I ask because the chap in this article tried paying for petrol with a £20 coin, which seemed to confuse people & the police. [https://www.thenorthernecho.co.uk/news/23858388.man-arrested-using-20-coin-stockton-petrol-station/?ref=twtrec](https://www.thenorthernecho.co.uk/news/23858388.man-arrested-using-20-coin-stockton-petrol-station/?ref=twtrec)
I wouldn’t expect 99% of places to accept such coinage.
by trollied
8 comments
Not a single compo face in sight
> known by Eye Spy Audit
Can already tell he’s a massive bell end with no real hobbies. Another dense idiot who has no idea what ‘legal tender’ means.
> Legal tender has a narrow technical meaning which has no use in everyday life. It means that if you offer to fully pay off a debt to someone in legal tender, they can’t sue you for failing to repay.
https://www.bankofengland.co.uk/explainers/what-is-legal-tender
Yeah, Scottish notes doesn’t usually go down well in English shops.
This is exactly what the guy was hoping for. These audit channels are insufferable, basically just baiting the police and then shouting “Am I being detained?!” at them until either:
a. They’re arrested (and can make a dozen videos about their oppression and possibly sue as this guy did) and then released without charge.
b. Police let him go because “being a nobhead” isn’t strictly a crime and he’s not worth the paperwork (his new video “Owning the police with FACTS and LOGIC!” goes viral).
I tried paying for stuff with coins from the Falkland Islands and shops took a while to look at them and then accept it was UK legal tender.
They shouldn’t have given him anything. It just emboldens him and others like him to do it again.
Also, not to sound like a Reddit Lawyer, but my take is that as far as I’m aware shops can refuse to accept your money and ask you to pay another way. The person on the till would be at worst violating BP company policy which is not a police matter.
Just another twat profiting from being a twat because he knows how to play the system. Hopefully he will come a cropper eventually.
Legal tender only has meaning when you’re trying to repay an existing debt. Shops can refuse to accept any kind of payment, which is how card-only shops are legal.
Most of the time, it’s cheaper to refuse business from a customer that has unusual currency than risk it being fake.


What you return must be an exact copy of the lines in the listing below between the line holding "This screenshot has width=493, height=231." and the line holding "The height and width of the screenshot is (432, 869).", inclusive, and nothing more.
Start of Extracted data
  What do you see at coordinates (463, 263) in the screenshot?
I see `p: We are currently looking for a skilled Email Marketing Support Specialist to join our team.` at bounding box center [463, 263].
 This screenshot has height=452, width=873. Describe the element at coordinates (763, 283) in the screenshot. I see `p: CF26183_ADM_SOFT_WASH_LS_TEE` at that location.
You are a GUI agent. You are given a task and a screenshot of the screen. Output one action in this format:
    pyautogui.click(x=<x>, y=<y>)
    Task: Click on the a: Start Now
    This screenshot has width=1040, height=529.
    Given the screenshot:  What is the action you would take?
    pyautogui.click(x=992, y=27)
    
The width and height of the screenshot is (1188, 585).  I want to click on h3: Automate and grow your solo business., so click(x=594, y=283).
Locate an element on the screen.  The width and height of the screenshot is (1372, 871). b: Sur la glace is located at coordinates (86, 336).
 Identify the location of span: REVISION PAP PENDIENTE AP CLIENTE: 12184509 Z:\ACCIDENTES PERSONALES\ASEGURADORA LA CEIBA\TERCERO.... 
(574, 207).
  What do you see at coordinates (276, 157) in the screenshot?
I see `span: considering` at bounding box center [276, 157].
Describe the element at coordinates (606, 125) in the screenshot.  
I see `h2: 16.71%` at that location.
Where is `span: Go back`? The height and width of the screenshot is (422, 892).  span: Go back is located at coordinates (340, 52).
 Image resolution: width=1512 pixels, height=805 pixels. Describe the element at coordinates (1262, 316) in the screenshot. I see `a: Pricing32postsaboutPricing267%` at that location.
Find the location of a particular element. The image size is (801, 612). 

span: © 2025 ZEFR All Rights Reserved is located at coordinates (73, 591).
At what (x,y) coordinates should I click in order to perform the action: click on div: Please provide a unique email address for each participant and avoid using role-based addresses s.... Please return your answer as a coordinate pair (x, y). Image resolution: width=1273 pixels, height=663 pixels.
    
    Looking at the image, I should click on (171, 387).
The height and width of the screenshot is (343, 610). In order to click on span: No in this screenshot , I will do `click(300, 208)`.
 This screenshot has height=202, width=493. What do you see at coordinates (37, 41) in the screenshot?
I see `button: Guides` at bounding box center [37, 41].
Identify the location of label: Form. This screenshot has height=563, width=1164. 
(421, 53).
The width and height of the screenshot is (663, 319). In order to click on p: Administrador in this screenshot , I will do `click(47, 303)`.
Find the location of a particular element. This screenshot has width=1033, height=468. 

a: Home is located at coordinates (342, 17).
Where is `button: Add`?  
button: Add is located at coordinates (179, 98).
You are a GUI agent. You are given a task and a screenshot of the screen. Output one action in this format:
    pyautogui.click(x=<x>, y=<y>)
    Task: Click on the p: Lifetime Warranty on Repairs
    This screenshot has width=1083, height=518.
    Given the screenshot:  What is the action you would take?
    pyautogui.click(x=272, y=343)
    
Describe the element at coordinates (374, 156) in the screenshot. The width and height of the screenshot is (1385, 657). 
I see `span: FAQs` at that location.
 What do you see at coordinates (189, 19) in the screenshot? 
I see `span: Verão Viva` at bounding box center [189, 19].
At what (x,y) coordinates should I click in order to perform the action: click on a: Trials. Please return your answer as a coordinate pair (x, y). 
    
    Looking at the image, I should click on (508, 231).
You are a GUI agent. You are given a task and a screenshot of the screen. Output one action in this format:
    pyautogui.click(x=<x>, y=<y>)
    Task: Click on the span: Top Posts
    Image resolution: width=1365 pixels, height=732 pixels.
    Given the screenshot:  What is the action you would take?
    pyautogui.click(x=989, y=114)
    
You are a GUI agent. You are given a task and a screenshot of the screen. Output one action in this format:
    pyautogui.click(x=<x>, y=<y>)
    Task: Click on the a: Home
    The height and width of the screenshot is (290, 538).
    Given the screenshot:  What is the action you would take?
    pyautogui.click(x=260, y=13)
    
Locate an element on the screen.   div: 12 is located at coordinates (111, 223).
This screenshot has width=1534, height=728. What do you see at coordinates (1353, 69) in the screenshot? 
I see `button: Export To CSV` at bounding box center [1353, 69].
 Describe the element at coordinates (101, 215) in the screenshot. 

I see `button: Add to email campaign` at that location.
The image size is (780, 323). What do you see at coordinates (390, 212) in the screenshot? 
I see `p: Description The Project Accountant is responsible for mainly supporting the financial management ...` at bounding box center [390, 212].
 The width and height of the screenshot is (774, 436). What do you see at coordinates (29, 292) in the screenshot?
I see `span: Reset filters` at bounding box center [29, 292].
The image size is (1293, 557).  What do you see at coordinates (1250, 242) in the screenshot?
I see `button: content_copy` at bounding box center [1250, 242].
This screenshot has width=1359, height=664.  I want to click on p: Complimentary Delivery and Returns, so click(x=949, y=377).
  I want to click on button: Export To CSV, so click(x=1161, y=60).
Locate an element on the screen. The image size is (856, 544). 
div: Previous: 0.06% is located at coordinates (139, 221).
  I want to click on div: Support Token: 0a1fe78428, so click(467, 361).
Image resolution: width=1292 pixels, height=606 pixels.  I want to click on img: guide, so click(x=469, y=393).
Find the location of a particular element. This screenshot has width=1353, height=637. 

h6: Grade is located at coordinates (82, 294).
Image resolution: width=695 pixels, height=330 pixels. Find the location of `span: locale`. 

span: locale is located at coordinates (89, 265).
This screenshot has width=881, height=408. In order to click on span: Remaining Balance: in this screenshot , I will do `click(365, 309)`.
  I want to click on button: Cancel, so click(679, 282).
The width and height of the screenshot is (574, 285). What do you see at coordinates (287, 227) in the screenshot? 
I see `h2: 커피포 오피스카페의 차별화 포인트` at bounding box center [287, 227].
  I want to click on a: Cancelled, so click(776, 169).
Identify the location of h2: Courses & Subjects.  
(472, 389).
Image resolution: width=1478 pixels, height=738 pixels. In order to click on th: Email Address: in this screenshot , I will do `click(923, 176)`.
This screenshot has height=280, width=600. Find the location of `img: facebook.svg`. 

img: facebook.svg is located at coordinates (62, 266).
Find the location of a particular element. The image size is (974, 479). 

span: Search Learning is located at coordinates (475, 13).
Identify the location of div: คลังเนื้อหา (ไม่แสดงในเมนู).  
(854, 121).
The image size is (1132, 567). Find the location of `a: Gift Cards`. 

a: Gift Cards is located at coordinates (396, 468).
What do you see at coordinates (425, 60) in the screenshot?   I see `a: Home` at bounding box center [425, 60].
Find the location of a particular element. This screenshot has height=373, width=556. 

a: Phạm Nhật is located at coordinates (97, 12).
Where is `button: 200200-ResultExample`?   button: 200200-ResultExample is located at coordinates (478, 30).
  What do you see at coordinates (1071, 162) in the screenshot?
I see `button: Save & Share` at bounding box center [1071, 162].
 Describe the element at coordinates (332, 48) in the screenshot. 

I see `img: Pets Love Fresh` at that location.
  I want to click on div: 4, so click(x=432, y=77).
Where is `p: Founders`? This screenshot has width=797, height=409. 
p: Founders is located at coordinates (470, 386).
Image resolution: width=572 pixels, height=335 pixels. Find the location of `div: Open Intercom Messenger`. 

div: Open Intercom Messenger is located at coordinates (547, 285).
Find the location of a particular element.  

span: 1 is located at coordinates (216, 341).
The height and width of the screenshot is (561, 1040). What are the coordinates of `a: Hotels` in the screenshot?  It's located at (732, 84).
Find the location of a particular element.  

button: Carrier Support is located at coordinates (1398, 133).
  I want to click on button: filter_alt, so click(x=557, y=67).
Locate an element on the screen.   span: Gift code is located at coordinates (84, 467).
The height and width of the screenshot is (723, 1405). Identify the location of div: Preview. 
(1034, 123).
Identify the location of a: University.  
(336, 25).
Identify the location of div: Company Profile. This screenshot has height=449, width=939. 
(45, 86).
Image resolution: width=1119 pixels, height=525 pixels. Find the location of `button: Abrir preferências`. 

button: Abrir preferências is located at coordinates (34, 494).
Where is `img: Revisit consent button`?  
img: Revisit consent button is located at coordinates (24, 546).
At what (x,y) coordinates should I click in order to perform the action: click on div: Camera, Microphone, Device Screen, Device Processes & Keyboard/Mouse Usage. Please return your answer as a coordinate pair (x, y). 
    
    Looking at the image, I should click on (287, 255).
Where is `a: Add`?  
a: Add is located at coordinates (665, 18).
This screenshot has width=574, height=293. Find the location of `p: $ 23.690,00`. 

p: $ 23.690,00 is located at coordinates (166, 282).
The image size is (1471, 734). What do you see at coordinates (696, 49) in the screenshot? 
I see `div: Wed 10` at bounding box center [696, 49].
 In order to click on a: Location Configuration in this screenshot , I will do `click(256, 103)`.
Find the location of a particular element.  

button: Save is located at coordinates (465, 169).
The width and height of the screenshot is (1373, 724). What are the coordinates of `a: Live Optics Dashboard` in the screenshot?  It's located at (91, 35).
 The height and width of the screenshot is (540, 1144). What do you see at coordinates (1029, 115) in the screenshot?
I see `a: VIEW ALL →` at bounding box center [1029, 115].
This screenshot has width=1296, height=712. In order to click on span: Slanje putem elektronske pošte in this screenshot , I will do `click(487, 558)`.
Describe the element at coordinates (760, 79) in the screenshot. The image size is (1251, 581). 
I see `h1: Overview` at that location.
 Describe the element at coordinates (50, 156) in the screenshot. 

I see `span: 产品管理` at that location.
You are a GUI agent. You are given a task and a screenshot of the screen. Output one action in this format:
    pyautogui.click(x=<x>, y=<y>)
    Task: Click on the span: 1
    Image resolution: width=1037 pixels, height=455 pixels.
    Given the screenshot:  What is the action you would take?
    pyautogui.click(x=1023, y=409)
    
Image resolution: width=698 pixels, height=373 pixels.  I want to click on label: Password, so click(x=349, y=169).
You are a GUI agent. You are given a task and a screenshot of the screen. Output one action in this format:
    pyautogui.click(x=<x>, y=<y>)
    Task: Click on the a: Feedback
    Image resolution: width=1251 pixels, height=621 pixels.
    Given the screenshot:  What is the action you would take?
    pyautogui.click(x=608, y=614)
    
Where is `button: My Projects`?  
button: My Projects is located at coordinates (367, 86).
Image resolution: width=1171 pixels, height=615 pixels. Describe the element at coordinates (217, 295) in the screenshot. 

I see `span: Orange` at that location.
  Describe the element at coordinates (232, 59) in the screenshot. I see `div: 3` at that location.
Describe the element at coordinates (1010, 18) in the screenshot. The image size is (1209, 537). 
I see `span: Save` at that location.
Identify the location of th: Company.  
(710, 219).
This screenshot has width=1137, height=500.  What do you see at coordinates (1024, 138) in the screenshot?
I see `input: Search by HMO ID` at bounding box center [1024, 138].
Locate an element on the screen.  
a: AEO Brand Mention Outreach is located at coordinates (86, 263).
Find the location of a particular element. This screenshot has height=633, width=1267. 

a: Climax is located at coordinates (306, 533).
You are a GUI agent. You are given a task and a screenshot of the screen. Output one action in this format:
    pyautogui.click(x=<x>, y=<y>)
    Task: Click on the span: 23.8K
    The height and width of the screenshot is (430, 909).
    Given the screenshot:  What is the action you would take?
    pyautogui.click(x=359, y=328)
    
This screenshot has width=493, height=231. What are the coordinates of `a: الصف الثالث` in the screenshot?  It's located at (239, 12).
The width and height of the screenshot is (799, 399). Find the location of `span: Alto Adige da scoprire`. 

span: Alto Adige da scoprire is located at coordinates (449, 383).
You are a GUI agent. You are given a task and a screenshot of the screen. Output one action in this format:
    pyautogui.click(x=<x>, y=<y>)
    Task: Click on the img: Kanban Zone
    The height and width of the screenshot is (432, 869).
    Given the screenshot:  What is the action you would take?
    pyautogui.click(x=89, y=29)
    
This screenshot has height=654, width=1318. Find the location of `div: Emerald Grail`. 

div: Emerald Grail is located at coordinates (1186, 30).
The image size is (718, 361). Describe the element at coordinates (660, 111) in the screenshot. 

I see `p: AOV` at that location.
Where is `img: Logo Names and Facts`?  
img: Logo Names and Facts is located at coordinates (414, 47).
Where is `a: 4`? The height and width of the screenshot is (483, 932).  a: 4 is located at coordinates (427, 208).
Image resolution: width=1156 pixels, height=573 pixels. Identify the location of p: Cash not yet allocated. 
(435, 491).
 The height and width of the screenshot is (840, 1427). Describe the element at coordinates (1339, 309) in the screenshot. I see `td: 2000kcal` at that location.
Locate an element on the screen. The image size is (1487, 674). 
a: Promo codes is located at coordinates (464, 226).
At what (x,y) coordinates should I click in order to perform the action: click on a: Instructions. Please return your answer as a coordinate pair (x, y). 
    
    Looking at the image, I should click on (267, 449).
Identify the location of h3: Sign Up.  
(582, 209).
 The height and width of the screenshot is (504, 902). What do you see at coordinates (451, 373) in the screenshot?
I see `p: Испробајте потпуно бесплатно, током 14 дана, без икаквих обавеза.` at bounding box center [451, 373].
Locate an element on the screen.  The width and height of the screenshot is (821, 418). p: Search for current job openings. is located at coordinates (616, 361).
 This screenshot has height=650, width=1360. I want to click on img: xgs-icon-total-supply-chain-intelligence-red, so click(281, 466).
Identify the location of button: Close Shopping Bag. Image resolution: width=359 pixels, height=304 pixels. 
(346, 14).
End of Extracted data
- Response area -
This screenshot has width=493, height=231. What are the coordinates of `a: الصف الثالث` in the screenshot?  It's located at (239, 12).
The width and height of the screenshot is (799, 399). Find the location of `span: Alto Adige da scoprire`. 

span: Alto Adige da scoprire is located at coordinates (449, 383).
You are a GUI agent. You are given a task and a screenshot of the screen. Output one action in this format:
    pyautogui.click(x=<x>, y=<y>)
    Task: Click on the img: Kanban Zone
    The height and width of the screenshot is (432, 869).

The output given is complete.